Wait, there’s more! The bloodstains, which are human blood, have the hidden characteristics of blood. On the Shroud, there are components such as bile, bilirubin, heme, and serum, unknown to medieval medicine. These marks were made after death, and are invisible to the naked eye. They can be seen only under ultra-violet light. The blood has a high bilirubin content which means it was shed under conditions of severe stress. Quite a clever medieval forger to put all these invisible things on the Shroud in a foolish attempt to dupe us modern sophisticates.
Wait, there’s more. Mechthild Fleury-Lemberg, one of the worlds leading textile experts did conservation on the Shroud and was able to thoroughly examine the cloth front and back. She discovered a unique nearly invisible seam that she has found on only one other cloth. That cloth is is from the time of Christ and from Masada, only a few miles from Jerusalem.

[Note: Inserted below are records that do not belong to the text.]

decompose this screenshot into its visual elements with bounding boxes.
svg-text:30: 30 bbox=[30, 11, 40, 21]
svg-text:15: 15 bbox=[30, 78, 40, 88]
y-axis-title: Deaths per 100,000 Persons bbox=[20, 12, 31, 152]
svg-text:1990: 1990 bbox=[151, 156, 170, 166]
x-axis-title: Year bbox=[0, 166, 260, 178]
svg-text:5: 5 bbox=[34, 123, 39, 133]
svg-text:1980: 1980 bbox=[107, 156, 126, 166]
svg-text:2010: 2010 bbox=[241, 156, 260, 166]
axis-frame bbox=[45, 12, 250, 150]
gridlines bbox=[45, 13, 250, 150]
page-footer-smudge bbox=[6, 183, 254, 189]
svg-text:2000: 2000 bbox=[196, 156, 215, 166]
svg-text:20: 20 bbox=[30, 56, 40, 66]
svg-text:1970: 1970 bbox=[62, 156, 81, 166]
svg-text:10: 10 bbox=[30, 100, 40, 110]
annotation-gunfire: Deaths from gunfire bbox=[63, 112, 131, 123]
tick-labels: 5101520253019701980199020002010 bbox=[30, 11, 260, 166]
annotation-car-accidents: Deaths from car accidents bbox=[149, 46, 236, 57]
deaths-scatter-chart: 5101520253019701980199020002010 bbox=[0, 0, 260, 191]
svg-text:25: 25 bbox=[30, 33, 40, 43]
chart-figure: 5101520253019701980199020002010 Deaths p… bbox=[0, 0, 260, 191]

Wait, there’s more! Dr. Peter Soons of Holland noticed another detail of the Shroud. There is no directionality to the image on the Shroud. The image is the same from any angle, above or below, from right, left, or front. The image emerges from the cloth evenly. The Shroud looks like a picture to our eyes but image analysis shows no directionality to the lights and shadows of the picture. In every picture, painting or photo, there is a light source that reflects off the image to the beholder, whether artist or camera. This is not true of the Shroud. The light is everywhere at once. The Shroud is a holograph! In Jerusalem there is an amazing exhibit on the Shroud. When you see the 3-D holograph, you realize that the image is not on the cloth at all. It floats in space some distance from the cloth. It is one of the most amazing things I have ever seen.

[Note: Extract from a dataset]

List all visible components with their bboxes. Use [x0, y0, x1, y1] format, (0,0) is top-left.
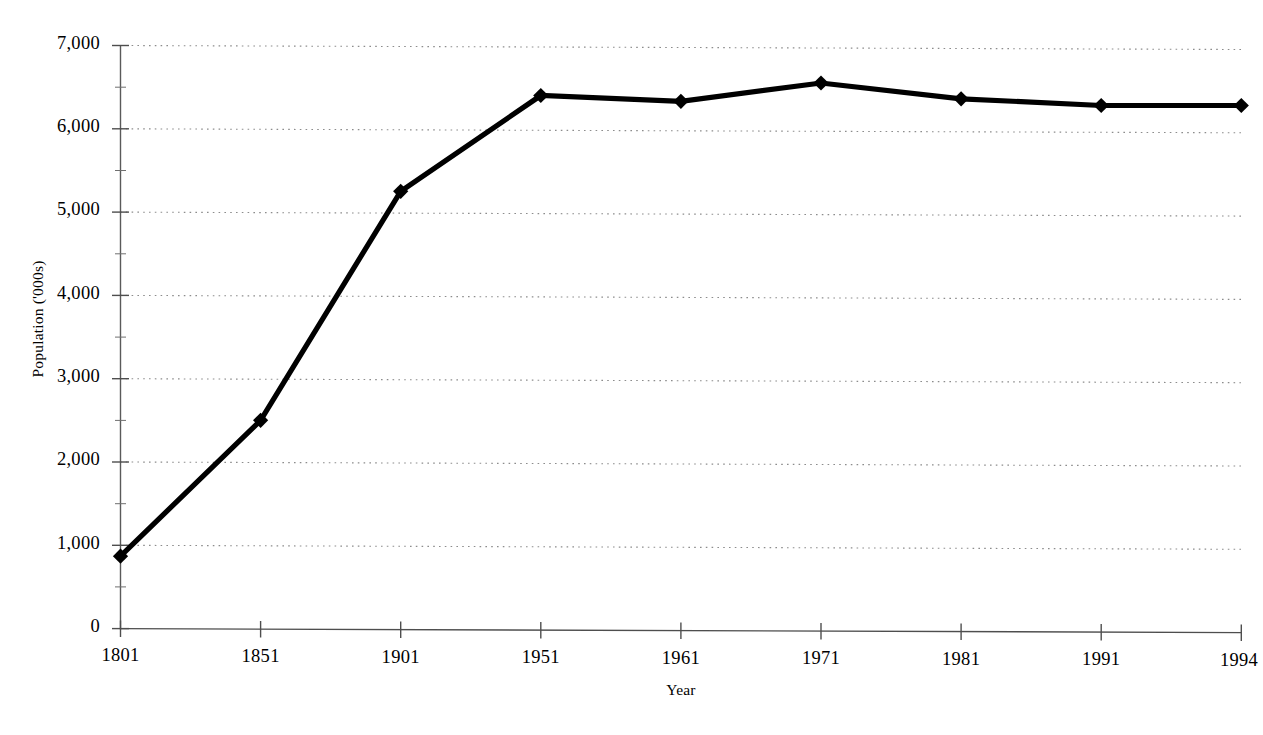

Wait, there’s more! Dame Isabel Piczek, a particle physicist, noticed that there is no distortion in the image on the cloth from the pressure of the body on the tomb slab, nor are there folds and wrinkles from the cloth. Rather, to quote her, “There is a strange dividing element, an interface from which the image is projected up and the image is projected down. The muscles of the body are absolutely not crushed against the stone of the tomb. .....The body is hovering between the two sides of the Shroud..... there is absolutely no gravity. The image is absolutely undistorted...... A heretofore unknown interface....” This interface she says, “would have been the result of a, collapsed event horizon, in the center of which, “there is something which science knows as a singularity. This is exactly what started the universe in the Big Bang.” Golly!

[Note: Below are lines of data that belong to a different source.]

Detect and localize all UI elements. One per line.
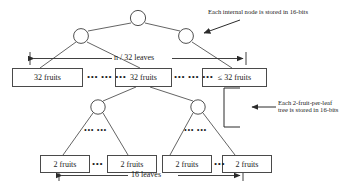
- edge-right-to-box3: [192, 42, 232, 68]
- bottom-leaf-box-4[interactable]: 2 fruits: [222, 155, 272, 173]
- bottom-ellipsis-1: •••: [92, 159, 103, 169]
- top-leaf-box-3-label: ≤ 32 fruits: [218, 73, 251, 82]
- root-node-circle: [130, 10, 145, 25]
- leaf-tree-note: Each 2-fruit-per-leaf tree is stored in …: [278, 99, 338, 114]
- left-internal-node-circle: [74, 29, 89, 44]
- bottom-leaf-box-2-label: 2 fruits: [121, 160, 144, 169]
- top-span-label: n / 32 leaves: [114, 54, 154, 63]
- top-ellipsis-2: ••• ••• •••: [174, 72, 213, 82]
- leaf-tree-note-line-1: Each 2-fruit-per-leaf: [278, 99, 338, 106]
- edge-left-to-box1: [40, 42, 76, 68]
- bottom-leaf-box-3-label: 2 fruits: [176, 160, 199, 169]
- left-subtree-node-circle: [91, 100, 105, 114]
- edge-rsub-to-box4: [203, 113, 235, 155]
- bottom-leaf-box-1[interactable]: 2 fruits: [40, 155, 90, 173]
- right-subtree-node-circle: [191, 100, 205, 114]
- edge-root-right: [145, 23, 180, 31]
- leaf-tree-bracket: [224, 88, 240, 127]
- right-internal-node-circle: [179, 29, 194, 44]
- subtree-ellipsis-left: ••• •••: [84, 127, 107, 136]
- top-ellipsis-1: ••• ••• •••: [87, 72, 126, 82]
- bottom-span-label: 16 leaves: [131, 171, 161, 180]
- bottom-leaf-box-1-label: 2 fruits: [54, 160, 77, 169]
- bottom-leaf-box-4-label: 2 fruits: [236, 160, 259, 169]
- subtree-ellipsis-right: ••• •••: [184, 127, 207, 136]
- bottom-leaf-box-3[interactable]: 2 fruits: [162, 155, 212, 173]
- top-leaf-box-2-label: 32 fruits: [130, 73, 157, 82]
- edge-root-left: [88, 23, 131, 31]
- top-leaf-box-1-label: 32 fruits: [34, 73, 61, 82]
- top-leaf-box-1[interactable]: 32 fruits: [12, 68, 83, 87]
- internal-node-note: Each internal node is stored in 16-bits: [208, 8, 308, 15]
- edge-box2-to-right-subtree: [150, 87, 193, 101]
- leaf-tree-note-line-2: tree is stored in 16-bits: [278, 106, 338, 113]
- bottom-ellipsis-2: •••: [214, 159, 225, 169]
- internal-node-note-arrow: [204, 20, 240, 33]
- diagram-canvas: 32 fruits 32 fruits ≤ 32 fruits ••• ••• …: [0, 0, 343, 193]
- edge-box2-to-left-subtree: [103, 87, 136, 101]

Wait, there’s more. I haven’t room here for the coins minted by Pontius Pilate on the eyes, (Barry Schwortz, a brilliant photographer disputes this, though he has no doubt that the Shroud is for real) or for pollen unique to Jerusalem on and on and on. So the Shroud has hidden photographic and hidden three dimensionality in it. It is a hidden holograph and demonstrates the mysteries of quantum physics, as well as rock dust and pollen that come only from the area of the tomb of Christ in Jerusalem. It may have coins from the holy Land minted only at the time of Christ.
I can hear you say, “Well all this must be just coincidence. After all, the carbon dating proves....”
Can’t you get it through your thick tenured head that there was no carbon dating of the Shroud? JESUS ROSE FROM THE DEAD. The sooner you get used to the fact, the sooner you’ll come to know Him and accept Him as the Lord of the universe and the Lord of your life.